Three members of the Japan bank consortium: SBI Net Sumishin Bank, Suruga Bank, and Resona Bank will be the first to go live on the mobile app in autumn of 2018. This will be followed by a staggered roll out to the rest of consortium.


MoneyTap allows the bank consortium customers to make instant domestic payments and only requires a bank account, phone number, or QR code. What’s more, Ripple shares, MoneyTap helps shed the costs associated with existing banking and ATM fees that are currently applied to domestic money transfers in Japan, making those payments not just faster, but cheaper overall.
Zelle is the US equivalent of what Japan is doing.


In 2011, Bank of America, Wells Fargo, and JPMorgan Chase teamed up to work on a digital payments solution that would allow their customers to send money to each other.


The first product they developed, with the help of bank-owned company Early Warning, was called clearXchange. The solution was officially rebranded as Zelle in June 2017, with an emphasis on bringing as many financial institutions onboard as possible.


Under the covers, Zelle still functions by combining a directory of emails and phone numbers matched to bank account data along network rules for moving money along the ACH network. Thanks to bank agreements, the money is made available immediately to the receiving user, despite the overnight timing of the actual money movement.


With eventual cooperation from more than 30 of the leading financial institutions in the United States and the world, Zelle is successfully gaining ground. About $1.5 billion worth of payments were processed through Zelle just in October 2017, which is up 90% from the same month last year. At that time, Zelle counted 2.5 million active users, with thousands more signing on every day. At the end of Q3 2017, BofA had 23.6 million active users of its mobile app. The volume of mobile check deposits made on the app corresponds to the work of 1,100 branches.


There are significantly many more examples we could cover – variations of those models and their mix exist across a large number of jurisdictions. But all of this to make an important observation – banks are taking full control over payments.
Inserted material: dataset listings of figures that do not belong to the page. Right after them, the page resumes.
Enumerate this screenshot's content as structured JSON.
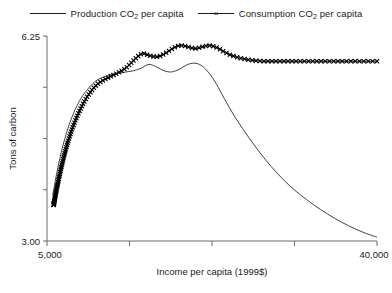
{
  "chart_data": {
    "type": "line",
    "title": "",
    "xlabel": "Income per capita (1999$)",
    "ylabel": "Tons of carbon",
    "xlim": [
      5000,
      40000
    ],
    "ylim": [
      3.0,
      6.25
    ],
    "xtick_labels": [
      "5,000",
      "40,000"
    ],
    "ytick_labels": [
      "6.25",
      "3.00"
    ],
    "x_tick_count": 5,
    "y_tick_count": 5,
    "grid": false,
    "legend_position": "top-center",
    "series": [
      {
        "name": "Production CO2 per capita",
        "legend_label": "Production CO",
        "legend_sub": "2",
        "legend_tail": " per capita",
        "marker": "none",
        "x": [
          5600,
          6000,
          6500,
          7100,
          7800,
          8600,
          9400,
          10200,
          11000,
          11800,
          12600,
          13400,
          14200,
          15000,
          15800,
          16600,
          17400,
          18200,
          19000,
          19800,
          20600,
          21400,
          22200,
          23000,
          23800,
          25000,
          26500,
          28000,
          29500,
          31000,
          32500,
          34000,
          35500,
          37000,
          38500,
          40000
        ],
        "y": [
          3.72,
          4.05,
          4.4,
          4.73,
          5.02,
          5.26,
          5.42,
          5.54,
          5.6,
          5.64,
          5.66,
          5.68,
          5.7,
          5.74,
          5.8,
          5.76,
          5.7,
          5.68,
          5.72,
          5.79,
          5.82,
          5.78,
          5.66,
          5.48,
          5.26,
          4.95,
          4.62,
          4.32,
          4.06,
          3.84,
          3.66,
          3.5,
          3.36,
          3.24,
          3.14,
          3.06
        ]
      },
      {
        "name": "Consumption CO2 per capita",
        "legend_label": "Consumption CO",
        "legend_sub": "2",
        "legend_tail": " per capita",
        "marker": "x",
        "x": [
          5700,
          6100,
          6600,
          7200,
          7900,
          8700,
          9500,
          10300,
          11100,
          11900,
          12700,
          13500,
          14300,
          15100,
          15900,
          16700,
          17500,
          18300,
          19100,
          19900,
          20700,
          21500,
          22300,
          23100,
          23900,
          25000,
          26500,
          28000,
          29500,
          31000,
          32500,
          34000,
          35500,
          37000,
          38500,
          40000
        ],
        "y": [
          3.57,
          3.88,
          4.22,
          4.56,
          4.87,
          5.14,
          5.34,
          5.48,
          5.56,
          5.62,
          5.68,
          5.76,
          5.88,
          5.97,
          5.94,
          5.92,
          5.97,
          6.05,
          6.1,
          6.08,
          6.05,
          6.08,
          6.1,
          6.06,
          5.99,
          5.92,
          5.87,
          5.85,
          5.85,
          5.85,
          5.85,
          5.85,
          5.85,
          5.85,
          5.85,
          5.85
        ]
      }
    ]
  }
}
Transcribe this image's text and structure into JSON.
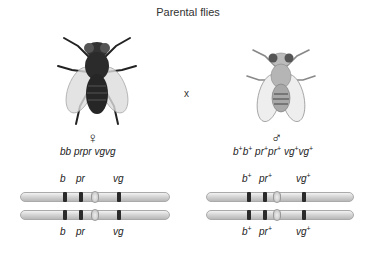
{
  "title": "Parental flies",
  "cross_symbol": "x",
  "female": {
    "sex_symbol": "♀",
    "genotype_parts": [
      "bb",
      "prpr",
      "vgvg"
    ],
    "genotype": "bb prpr vgvg",
    "fly_color": "#2b2b2b",
    "chromosomes": [
      {
        "labels": [
          "b",
          "pr",
          "vg"
        ]
      },
      {
        "labels": [
          "b",
          "pr",
          "vg"
        ]
      }
    ]
  },
  "male": {
    "sex_symbol": "♂",
    "genotype": "b+b+ pr+pr+ vg+vg+",
    "fly_color": "#9a9a9a",
    "chromosomes": [
      {
        "labels": [
          "b+",
          "pr+",
          "vg+"
        ]
      },
      {
        "labels": [
          "b+",
          "pr+",
          "vg+"
        ]
      }
    ]
  },
  "gene_labels": {
    "b": "b",
    "pr": "pr",
    "vg": "vg",
    "plus": "+"
  }
}
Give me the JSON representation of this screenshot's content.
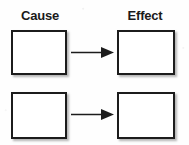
{
  "document": {
    "title": "Cause and Effect Graphic Organizer",
    "background_color": "#ffffff",
    "ink_color": "#1c1c1c"
  },
  "headings": {
    "cause": "Cause",
    "effect": "Effect"
  },
  "rows": [
    {
      "cause_box": {
        "label": "",
        "value": "",
        "placeholder": ""
      },
      "arrow": {
        "symbol": "→",
        "direction": "right"
      },
      "effect_box": {
        "label": "",
        "value": "",
        "placeholder": ""
      }
    },
    {
      "cause_box": {
        "label": "",
        "value": "",
        "placeholder": ""
      },
      "arrow": {
        "symbol": "→",
        "direction": "right"
      },
      "effect_box": {
        "label": "",
        "value": "",
        "placeholder": ""
      }
    }
  ]
}
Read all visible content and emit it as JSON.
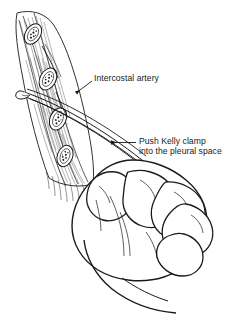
{
  "figure": {
    "style": "black-and-white pen-and-ink line drawing",
    "background_color": "#ffffff",
    "ink_color": "#1a1a1a",
    "width": 243,
    "height": 314
  },
  "annotations": [
    {
      "id": "intercostal-artery",
      "text": "Intercostal artery",
      "lines": [
        "Intercostal artery"
      ],
      "leader": {
        "type": "line-with-arrowhead",
        "points": "88,84 75,94",
        "arrow_at": "75,94",
        "arrow_direction": "down-left",
        "target": "intercostal artery running under the rib"
      },
      "text_x": 94,
      "text_y": 72.5,
      "align": "left"
    },
    {
      "id": "push-kelly-clamp",
      "text": "Push Kelly clamp into the pleural space",
      "lines": [
        "Push Kelly clamp",
        "into the pleural space"
      ],
      "leader": {
        "type": "arrow",
        "points": "136,142 110,142",
        "arrow_at": "110,142",
        "arrow_direction": "left",
        "target": "Kelly clamp shaft entering the chest wall"
      },
      "text_x": 139,
      "text_y": 136,
      "align": "left"
    }
  ],
  "anatomy": {
    "chest_wall": {
      "name": "chest wall in cross-section",
      "orientation": "diagonal band from upper-left to lower-middle",
      "rendering": "stippled and hatched soft tissue"
    },
    "ribs": {
      "name": "rib cross-sections",
      "count": 4,
      "rendering": "ovals with dark stippled marrow centers and outlined cortex",
      "centers": [
        {
          "cx": 33,
          "cy": 34,
          "rx": 11,
          "ry": 7.5,
          "rot": -58
        },
        {
          "cx": 48,
          "cy": 79,
          "rx": 11.5,
          "ry": 8,
          "rot": -62
        },
        {
          "cx": 58,
          "cy": 119,
          "rx": 11.5,
          "ry": 8,
          "rot": -66
        },
        {
          "cx": 65,
          "cy": 156,
          "rx": 11,
          "ry": 7.5,
          "rot": -70
        }
      ]
    },
    "intercostal_artery": {
      "name": "intercostal artery",
      "location": "in the costal groove along the inferior rib margin"
    },
    "pleural_space": {
      "name": "pleural space",
      "location": "deep to the chest wall, entered by the clamp tip"
    }
  },
  "instrument": {
    "name": "Kelly clamp",
    "type": "curved hemostatic forceps",
    "rendering": "long slender parallel-line shaft with curved tip",
    "direction": "angled from lower-right hand up to upper-left chest wall",
    "tip_location": "passing over the top of the rib into the pleural space"
  },
  "hand": {
    "name": "clinician hand",
    "grip": "overhand grip on the clamp shaft",
    "parts": [
      "thumb",
      "index finger",
      "middle finger",
      "ring finger",
      "little finger",
      "wrist"
    ],
    "rendering": "contour line drawing with sparse crease lines"
  }
}
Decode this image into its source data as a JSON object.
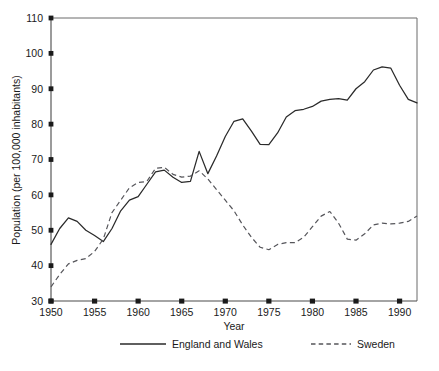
{
  "chart_data": {
    "type": "line",
    "title": "",
    "xlabel": "Year",
    "ylabel": "Population (per 100,000 inhabitants)",
    "xlim": [
      1950,
      1992
    ],
    "ylim": [
      30,
      110
    ],
    "xticks": [
      1950,
      1955,
      1960,
      1965,
      1970,
      1975,
      1980,
      1985,
      1990
    ],
    "yticks": [
      30,
      40,
      50,
      60,
      70,
      80,
      90,
      100,
      110
    ],
    "grid": false,
    "legend_position": "bottom",
    "x": [
      1950,
      1951,
      1952,
      1953,
      1954,
      1955,
      1956,
      1957,
      1958,
      1959,
      1960,
      1961,
      1962,
      1963,
      1964,
      1965,
      1966,
      1967,
      1968,
      1969,
      1970,
      1971,
      1972,
      1973,
      1974,
      1975,
      1976,
      1977,
      1978,
      1979,
      1980,
      1981,
      1982,
      1983,
      1984,
      1985,
      1986,
      1987,
      1988,
      1989,
      1990,
      1991,
      1992
    ],
    "series": [
      {
        "name": "England and Wales",
        "style": "solid",
        "color": "#2a2a2a",
        "values": [
          46.0,
          50.5,
          53.5,
          52.5,
          50.0,
          48.5,
          46.8,
          50.5,
          55.5,
          58.5,
          59.5,
          63.0,
          66.5,
          67.0,
          65.0,
          63.5,
          63.8,
          72.3,
          66.0,
          71.0,
          76.5,
          80.8,
          81.5,
          78.0,
          74.3,
          74.2,
          77.5,
          82.0,
          83.8,
          84.2,
          85.0,
          86.5,
          87.0,
          87.2,
          86.8,
          90.0,
          92.0,
          95.3,
          96.2,
          95.8,
          91.0,
          87.0,
          86.0
        ]
      },
      {
        "name": "Sweden",
        "style": "dashed",
        "color": "#55555a",
        "values": [
          34.0,
          37.5,
          40.5,
          41.5,
          42.0,
          44.0,
          47.5,
          55.0,
          58.5,
          62.0,
          63.5,
          63.8,
          67.5,
          67.8,
          65.8,
          65.0,
          65.3,
          66.8,
          64.5,
          61.5,
          58.5,
          55.5,
          51.5,
          48.0,
          45.2,
          44.5,
          46.0,
          46.5,
          46.5,
          48.0,
          51.0,
          54.0,
          55.3,
          52.0,
          47.5,
          47.2,
          49.0,
          51.5,
          52.0,
          51.8,
          52.0,
          52.5,
          54.0
        ]
      }
    ],
    "legend": [
      {
        "label": "England and Wales",
        "style": "solid"
      },
      {
        "label": "Sweden",
        "style": "dashed"
      }
    ]
  },
  "caption": {
    "text": ""
  }
}
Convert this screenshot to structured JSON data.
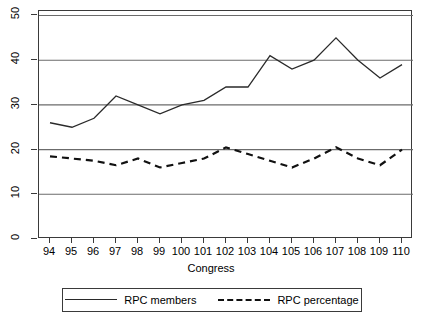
{
  "chart_data": {
    "type": "line",
    "title": "",
    "xlabel": "Congress",
    "ylabel": "",
    "x": [
      94,
      95,
      96,
      97,
      98,
      99,
      100,
      101,
      102,
      103,
      104,
      105,
      106,
      107,
      108,
      109,
      110
    ],
    "xticklabels": [
      "94",
      "95",
      "96",
      "97",
      "98",
      "99",
      "100",
      "101",
      "102",
      "103",
      "104",
      "105",
      "106",
      "107",
      "108",
      "109",
      "110"
    ],
    "yticklabels": [
      "0",
      "10",
      "20",
      "30",
      "40",
      "50"
    ],
    "yticks": [
      0,
      10,
      20,
      30,
      40,
      50
    ],
    "ylim": [
      0,
      51
    ],
    "xlim": [
      93.5,
      110.5
    ],
    "grid": "horizontal",
    "legend_position": "below-axes",
    "series": [
      {
        "name": "RPC members",
        "style": "solid",
        "color": "#2a2a2a",
        "values": [
          26,
          25,
          27,
          32,
          30,
          28,
          30,
          31,
          34,
          34,
          41,
          38,
          40,
          45,
          40,
          36,
          39
        ]
      },
      {
        "name": "RPC percentage",
        "style": "dashed",
        "color": "#111111",
        "values": [
          18.5,
          18,
          17.5,
          16.5,
          18,
          16,
          17,
          18,
          20.5,
          19,
          17.5,
          16,
          18,
          20.5,
          18,
          16.5,
          20
        ]
      }
    ]
  },
  "axis": {
    "x_title": "Congress",
    "y_labels": [
      "50",
      "40",
      "30",
      "20",
      "10",
      "0"
    ],
    "x_labels": [
      "94",
      "95",
      "96",
      "97",
      "98",
      "99",
      "100",
      "101",
      "102",
      "103",
      "104",
      "105",
      "106",
      "107",
      "108",
      "109",
      "110"
    ]
  },
  "legend": {
    "items": [
      {
        "label": "RPC members",
        "style": "solid"
      },
      {
        "label": "RPC percentage",
        "style": "dashed"
      }
    ]
  },
  "colors": {
    "frame": "#3a3a3a",
    "grid": "#6b6b6b",
    "series_solid": "#2a2a2a",
    "series_dashed": "#111111",
    "background": "#ffffff"
  }
}
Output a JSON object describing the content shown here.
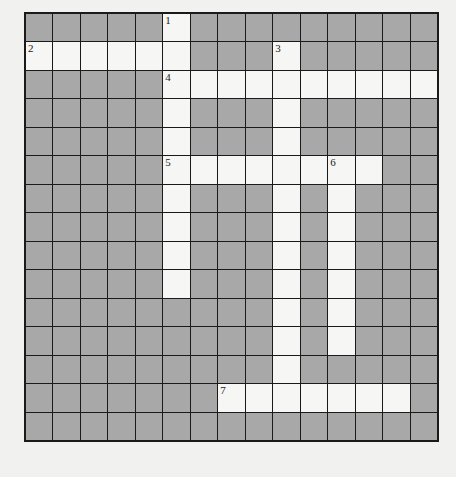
{
  "puzzle": {
    "rows": 15,
    "cols": 15,
    "colors": {
      "block": "#a8a8a8",
      "open": "#f6f6f4",
      "line": "#1a1a1a",
      "page": "#f1f1ef"
    },
    "entries": [
      {
        "number": "1",
        "direction": "down",
        "row": 0,
        "col": 5,
        "length": 10
      },
      {
        "number": "2",
        "direction": "across",
        "row": 1,
        "col": 0,
        "length": 6
      },
      {
        "number": "3",
        "direction": "down",
        "row": 1,
        "col": 9,
        "length": 13
      },
      {
        "number": "4",
        "direction": "across",
        "row": 2,
        "col": 5,
        "length": 10
      },
      {
        "number": "5",
        "direction": "across",
        "row": 5,
        "col": 5,
        "length": 8
      },
      {
        "number": "6",
        "direction": "down",
        "row": 5,
        "col": 11,
        "length": 7
      },
      {
        "number": "7",
        "direction": "across",
        "row": 13,
        "col": 7,
        "length": 7
      }
    ]
  }
}
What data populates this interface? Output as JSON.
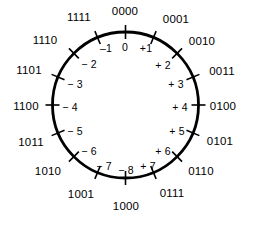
{
  "diagram": {
    "background_color": "#ffffff",
    "stroke_color": "#000000",
    "text_color": "#000000",
    "circle": {
      "center_x": 125.5,
      "center_y": 105,
      "radius": 73,
      "stroke_width": 2.8
    },
    "tick": {
      "inner_length": 7,
      "outer_length": 7,
      "stroke_width": 1.6
    }
  },
  "chart_data": {
    "type": "pie",
    "xlabel": "",
    "ylabel": "",
    "legend": [],
    "categories": [
      "0000",
      "0001",
      "0010",
      "0011",
      "0100",
      "0101",
      "0110",
      "0111",
      "1000",
      "1001",
      "1010",
      "1011",
      "1100",
      "1101",
      "1110",
      "1111"
    ],
    "values": [
      0,
      1,
      2,
      3,
      4,
      5,
      6,
      7,
      -8,
      -7,
      -6,
      -5,
      -4,
      -3,
      -2,
      -1
    ],
    "points": [
      {
        "binary": "0000",
        "decimal": "0",
        "angle_deg": 0,
        "outer_x": 125,
        "outer_y": 12,
        "inner_x": 125,
        "inner_y": 47
      },
      {
        "binary": "0001",
        "decimal": "+1",
        "angle_deg": 22.5,
        "outer_x": 176,
        "outer_y": 20,
        "inner_x": 146,
        "inner_y": 48
      },
      {
        "binary": "0010",
        "decimal": "+ 2",
        "angle_deg": 45,
        "outer_x": 202,
        "outer_y": 42,
        "inner_x": 163,
        "inner_y": 65
      },
      {
        "binary": "0011",
        "decimal": "+ 3",
        "angle_deg": 67.5,
        "outer_x": 222,
        "outer_y": 72,
        "inner_x": 176,
        "inner_y": 84
      },
      {
        "binary": "0100",
        "decimal": "+ 4",
        "angle_deg": 90,
        "outer_x": 223,
        "outer_y": 107,
        "inner_x": 180,
        "inner_y": 107
      },
      {
        "binary": "0101",
        "decimal": "+ 5",
        "angle_deg": 112.5,
        "outer_x": 220,
        "outer_y": 142,
        "inner_x": 177,
        "inner_y": 131
      },
      {
        "binary": "0110",
        "decimal": "+ 6",
        "angle_deg": 135,
        "outer_x": 201,
        "outer_y": 172,
        "inner_x": 163,
        "inner_y": 151
      },
      {
        "binary": "0111",
        "decimal": "+ 7",
        "angle_deg": 157.5,
        "outer_x": 172,
        "outer_y": 194,
        "inner_x": 148,
        "inner_y": 166
      },
      {
        "binary": "1000",
        "decimal": "− 8",
        "angle_deg": 180,
        "outer_x": 126,
        "outer_y": 207,
        "inner_x": 126,
        "inner_y": 170
      },
      {
        "binary": "1001",
        "decimal": "− 7",
        "angle_deg": 202.5,
        "outer_x": 81,
        "outer_y": 195,
        "inner_x": 104,
        "inner_y": 166
      },
      {
        "binary": "1010",
        "decimal": "− 6",
        "angle_deg": 225,
        "outer_x": 48,
        "outer_y": 172,
        "inner_x": 89,
        "inner_y": 151
      },
      {
        "binary": "1011",
        "decimal": "− 5",
        "angle_deg": 247.5,
        "outer_x": 31,
        "outer_y": 143,
        "inner_x": 75,
        "inner_y": 131
      },
      {
        "binary": "1100",
        "decimal": "− 4",
        "angle_deg": 270,
        "outer_x": 26,
        "outer_y": 107,
        "inner_x": 70,
        "inner_y": 107
      },
      {
        "binary": "1101",
        "decimal": "− 3",
        "angle_deg": 292.5,
        "outer_x": 29,
        "outer_y": 71,
        "inner_x": 75,
        "inner_y": 84
      },
      {
        "binary": "1110",
        "decimal": "− 2",
        "angle_deg": 315,
        "outer_x": 45,
        "outer_y": 41,
        "inner_x": 89,
        "inner_y": 64
      },
      {
        "binary": "1111",
        "decimal": "–1",
        "angle_deg": 337.5,
        "outer_x": 79,
        "outer_y": 18,
        "inner_x": 106,
        "inner_y": 48
      }
    ]
  }
}
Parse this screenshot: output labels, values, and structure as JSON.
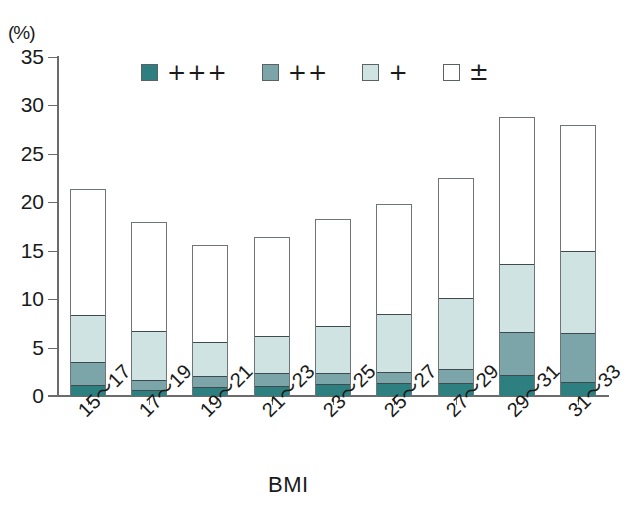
{
  "chart_data": {
    "type": "bar",
    "subtype": "stacked-vertical",
    "title": "",
    "subtitle": "",
    "xlabel": "BMI",
    "ylabel": "(%)",
    "y_unit_label": "(%)",
    "categories": [
      "15～17",
      "17～19",
      "19～21",
      "21～23",
      "23～25",
      "25～27",
      "27～29",
      "29～31",
      "31～33"
    ],
    "ylim": [
      0,
      35
    ],
    "yticks": [
      0,
      5,
      10,
      15,
      20,
      25,
      30,
      35
    ],
    "ytick_labels": [
      "0",
      "5",
      "10",
      "15",
      "20",
      "25",
      "30",
      "35"
    ],
    "grid": false,
    "legend_position": "top-inside",
    "stack_order_bottom_to_top": [
      "+++",
      "++",
      "+",
      "±"
    ],
    "series": [
      {
        "name": "+++",
        "color": "#2e7f80",
        "values": [
          1.1,
          0.6,
          0.9,
          1.0,
          1.2,
          1.3,
          1.3,
          2.2,
          1.5
        ]
      },
      {
        "name": "++",
        "color": "#7ba5a8",
        "values": [
          2.4,
          1.1,
          1.2,
          1.4,
          1.2,
          1.2,
          1.5,
          4.4,
          5.0
        ]
      },
      {
        "name": "+",
        "color": "#cfe3e3",
        "values": [
          4.9,
          5.0,
          3.5,
          3.8,
          4.9,
          6.0,
          7.4,
          7.1,
          8.5
        ]
      },
      {
        "name": "±",
        "color": "#ffffff",
        "values": [
          13.0,
          11.3,
          10.0,
          10.2,
          11.0,
          11.3,
          12.3,
          15.1,
          13.0
        ]
      }
    ],
    "totals": [
      21.4,
      18.0,
      15.6,
      16.4,
      18.3,
      19.8,
      22.5,
      28.8,
      28.0
    ],
    "cumulative_tops": {
      "+++": [
        1.1,
        0.6,
        0.9,
        1.0,
        1.2,
        1.3,
        1.3,
        2.2,
        1.5
      ],
      "++": [
        3.5,
        1.7,
        2.1,
        2.4,
        2.4,
        2.5,
        2.8,
        6.6,
        6.5
      ],
      "+": [
        8.4,
        6.7,
        5.6,
        6.2,
        7.3,
        8.5,
        10.2,
        13.7,
        15.0
      ],
      "±": [
        21.4,
        18.0,
        15.6,
        16.4,
        18.3,
        19.8,
        22.5,
        28.8,
        28.0
      ]
    }
  },
  "legend": {
    "items": [
      {
        "label": "+++",
        "color": "#2e7f80"
      },
      {
        "label": "++",
        "color": "#7ba5a8"
      },
      {
        "label": "+",
        "color": "#cfe3e3"
      },
      {
        "label": "±",
        "color": "#ffffff"
      }
    ]
  },
  "colors": {
    "plus3": "#2e7f80",
    "plus2": "#7ba5a8",
    "plus1": "#cfe3e3",
    "pm": "#ffffff",
    "axis": "#6b6b6b",
    "bar_outline": "#6f7478",
    "text": "#1a1a1a"
  }
}
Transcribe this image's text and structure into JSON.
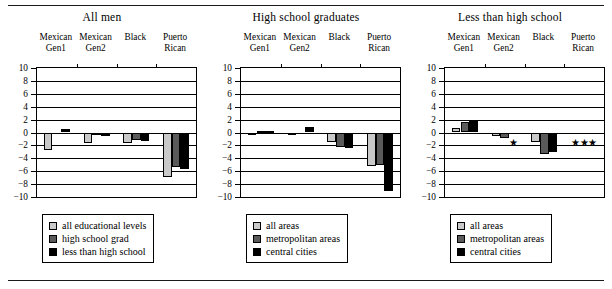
{
  "figure": {
    "has_top_rule": true,
    "has_bottom_rule": true,
    "star_marker": "★",
    "star_note": "asterisk marks suppressed or unavailable estimate"
  },
  "chart_data": [
    {
      "type": "bar",
      "title": "All men",
      "xlabel": "",
      "ylabel": "",
      "ylim": [
        -10,
        10
      ],
      "yticks": [
        10,
        8,
        6,
        4,
        2,
        0,
        -2,
        -4,
        -6,
        -8,
        -10
      ],
      "ytick_labels": [
        "10",
        "8",
        "6",
        "4",
        "2",
        "0",
        "−2",
        "−4",
        "−6",
        "−8",
        "−10"
      ],
      "grid": true,
      "legend_position": "below",
      "categories": [
        "Mexican Gen1",
        "Mexican Gen2",
        "Black",
        "Puerto Rican"
      ],
      "category_lines": [
        [
          "Mexican",
          "Gen1"
        ],
        [
          "Mexican",
          "Gen2"
        ],
        [
          "",
          "Black"
        ],
        [
          "Puerto",
          "Rican"
        ]
      ],
      "series": [
        {
          "name": "all educational levels",
          "color": "#c9c9c9",
          "values": [
            -2.7,
            -1.6,
            -1.7,
            -6.9
          ]
        },
        {
          "name": "high school grad",
          "color": "#5a5a5a",
          "values": [
            null,
            -0.2,
            -1.2,
            -5.4
          ]
        },
        {
          "name": "less than high school",
          "color": "#000000",
          "values": [
            0.5,
            -0.5,
            -1.3,
            -5.6
          ]
        }
      ],
      "stars": []
    },
    {
      "type": "bar",
      "title": "High school graduates",
      "xlabel": "",
      "ylabel": "",
      "ylim": [
        -10,
        10
      ],
      "yticks": [
        10,
        8,
        6,
        4,
        2,
        0,
        -2,
        -4,
        -6,
        -8,
        -10
      ],
      "ytick_labels": [
        "10",
        "8",
        "6",
        "4",
        "2",
        "0",
        "−2",
        "−4",
        "−6",
        "−8",
        "−10"
      ],
      "grid": true,
      "legend_position": "below",
      "categories": [
        "Mexican Gen1",
        "Mexican Gen2",
        "Black",
        "Puerto Rican"
      ],
      "category_lines": [
        [
          "Mexican",
          "Gen1"
        ],
        [
          "Mexican",
          "Gen2"
        ],
        [
          "",
          "Black"
        ],
        [
          "Puerto",
          "Rican"
        ]
      ],
      "series": [
        {
          "name": "all areas",
          "color": "#c9c9c9",
          "values": [
            -0.2,
            -0.1,
            -1.5,
            -5.2
          ]
        },
        {
          "name": "metropolitan areas",
          "color": "#5a5a5a",
          "values": [
            0.3,
            null,
            -2.2,
            -5.0
          ]
        },
        {
          "name": "central cities",
          "color": "#000000",
          "values": [
            0.2,
            0.9,
            -2.4,
            -9.1
          ]
        }
      ],
      "stars": []
    },
    {
      "type": "bar",
      "title": "Less than high school",
      "xlabel": "",
      "ylabel": "",
      "ylim": [
        -10,
        10
      ],
      "yticks": [
        10,
        8,
        6,
        4,
        2,
        0,
        -2,
        -4,
        -6,
        -8,
        -10
      ],
      "ytick_labels": [
        "10",
        "8",
        "6",
        "4",
        "2",
        "0",
        "−2",
        "−4",
        "−6",
        "−8",
        "−10"
      ],
      "grid": true,
      "legend_position": "below",
      "categories": [
        "Mexican Gen1",
        "Mexican Gen2",
        "Black",
        "Puerto Rican"
      ],
      "category_lines": [
        [
          "Mexican",
          "Gen1"
        ],
        [
          "Mexican",
          "Gen2"
        ],
        [
          "",
          "Black"
        ],
        [
          "Puerto",
          "Rican"
        ]
      ],
      "series": [
        {
          "name": "all areas",
          "color": "#c9c9c9",
          "values": [
            0.7,
            -0.6,
            -1.4,
            null
          ]
        },
        {
          "name": "metropolitan areas",
          "color": "#5a5a5a",
          "values": [
            1.6,
            -0.8,
            -3.4,
            null
          ]
        },
        {
          "name": "central cities",
          "color": "#000000",
          "values": [
            1.9,
            null,
            -3.1,
            null
          ]
        }
      ],
      "stars": [
        {
          "category": "Mexican Gen2",
          "series_index": 2,
          "y": -1.7
        },
        {
          "category": "Puerto Rican",
          "series_index": 0,
          "y": -1.7
        },
        {
          "category": "Puerto Rican",
          "series_index": 1,
          "y": -1.7
        },
        {
          "category": "Puerto Rican",
          "series_index": 2,
          "y": -1.7
        }
      ]
    }
  ]
}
Here is why it’s important: the reality is that financial institutions in developed economies service a large part of the national population, and in economies with a significant number of underbanked, they are looking to offer the easiest way to get plugged into the world of digital financial services. Both models have their advantages and challenges for different types of economies, but one thing is clear – they are run or majorly controlled by banks, not by startups or processors.